Executives outsource all kinds of things. Most CEOs don’t mow their lawns or answer phones. But when it comes to accounting, the same executives who delegate legal work to attorneys and computer support to IT experts, treat accounting like a DIY task. Or they hand it off to someone with a bookkeeping title, without realizing that bookkeeping isn’t a regulated profession. Anyone can call themselves a bookkeeper. While many bookkeepers are excellent at what they do, not all are equipped to provide the level of financial oversight a growing business needs.

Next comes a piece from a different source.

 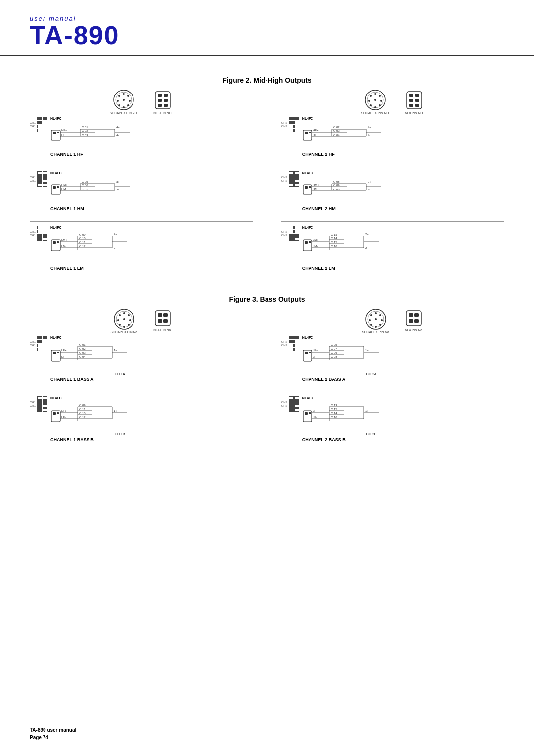 What do you see at coordinates (141, 359) in the screenshot?
I see `ch1-bassa-diagram: CH1 CH1` at bounding box center [141, 359].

The hidden costs of DIY bookkeeping

Most businesses don’t realize the money they leave on the table by not hiring a professional accountant. Executives think they are minimizing expenses, but what they are really doing is exposing themselves to financial drift.

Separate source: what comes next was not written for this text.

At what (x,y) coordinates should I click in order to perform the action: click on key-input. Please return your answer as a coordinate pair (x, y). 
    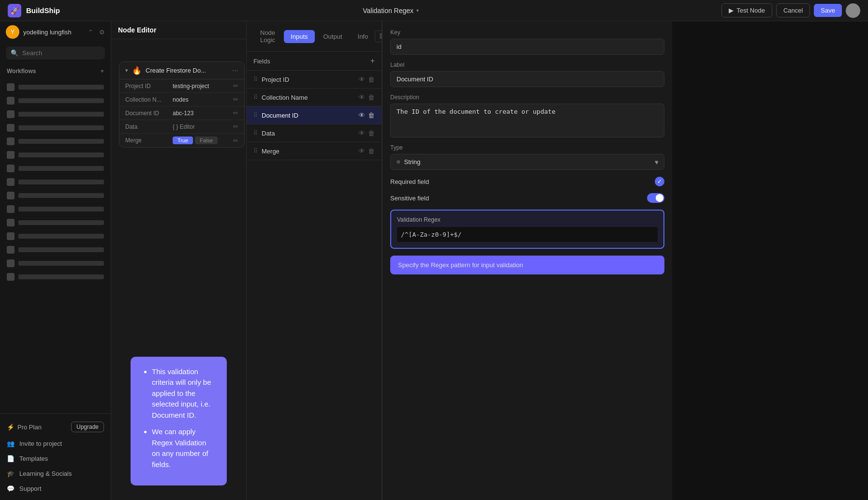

Here’s what that drift looks like:

  • Overreliance on software with no one checking for errors.
  • Tax mistakes and missed opportunities for deductions and savings.
  • Misclassified income or expenses that distort reporting.
  • Sales tax problems that quietly grow into compliance nightmares.
  • Valuation errors that could cost hundreds of thousands.

Over the years, I’ve worked with many businesses that said their books just needed a quick cleanup, maybe a little organization. But once we take a closer look, it often becomes clear that outdated systems and inefficient processes are quietly holding them back. In one case, streamlining the financial structure helped double a client’s recurring revenue within a year. One client discovered they were making unnecessary interest payments every month. Another saw a dramatic leap in accuracy—replacing error-prone reports with clean, reliable data it could finally trust.

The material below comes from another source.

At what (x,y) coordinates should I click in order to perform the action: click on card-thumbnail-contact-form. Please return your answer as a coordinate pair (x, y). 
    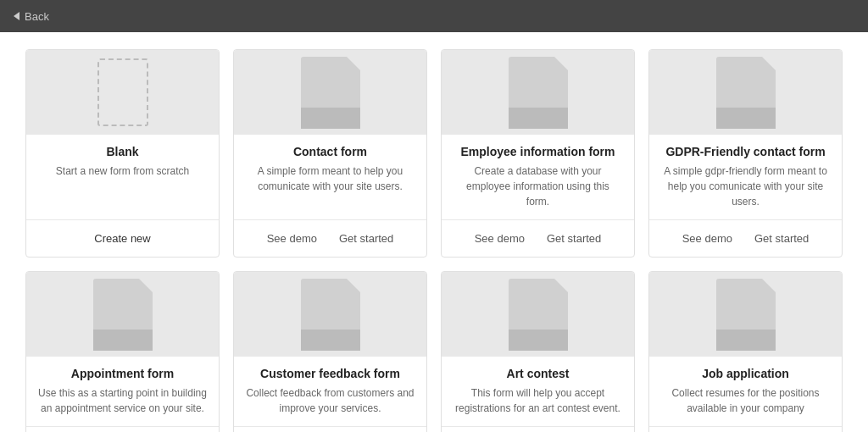
    Looking at the image, I should click on (331, 92).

For many, the biggest savings was reclaimed time. No more lost weekends trying to sort out financials before year-end, no more late nights second-guessing numbers.

Emotional barriers

After nearly two decades running an accounting firm, I’ve learned that resistance to outside financial help is rarely about the numbers—it’s about emotions.

Here are four types of business owners reluctant to turn their books over to an outsourced professional:

  1. Gatekeepers don’t want too many hands on the books. They worry about exposing sensitive data or losing control over access. Instead of building in safeguards with expert oversight, they try to protect the business by keeping everything close.
  1. DIYers rely on themselves, a trusted employee, friend, or family member to keep the books going. They know it’s not perfect. They might even suspect it’s slowing them down, but pride or personal relationships become a barrier to professional improvement.
  1. Defenders take feedback personally. They’ve put in late nights and years of hustle, and made hard decisions, and they see the financials as a reflection of that effort. To point out errors feels like a critique of their leadership, when it’s not.
  1. Reluctant spenders want the help but not the cost. They will invest in marketing or operations, but accounting feels like an expense they can postpone. What they don’t realize is that every month of delay could be costing them far more than a monthly accounting retainer.

These mindsets come not from ignorance, but from pride. Most business owners are just trying to protect what they’ve built. But the longer those emotional barriers stay in place, the more costly they become.

Final thoughts

Remember the multimillion-dollar business from the start of this article? When we reviewed the financials, we found between $70,000 and $150,000 in misclassified or overlooked value—amounts that didn’t show up in reports but significantly impacted the business’s financial picture. If the owner had tried to sell the business those inaccuracies could have lowered the valuation by as much as $1 million, simply because the numbers didn’t reflect the business’s true worth.

Given the potential impact, why hesitate to seek expert help? Outsourcing your accounting is a strategic investment that will strengthen your business’s foundation.

Hiring an expert does not make you less of a leader. It makes you a better one. 

When you partner with BookSmarts, you get industry-leading financial expertise that accelerates your business goals. Book a free, no-obligation consult call to learn how we can help accelerate your business.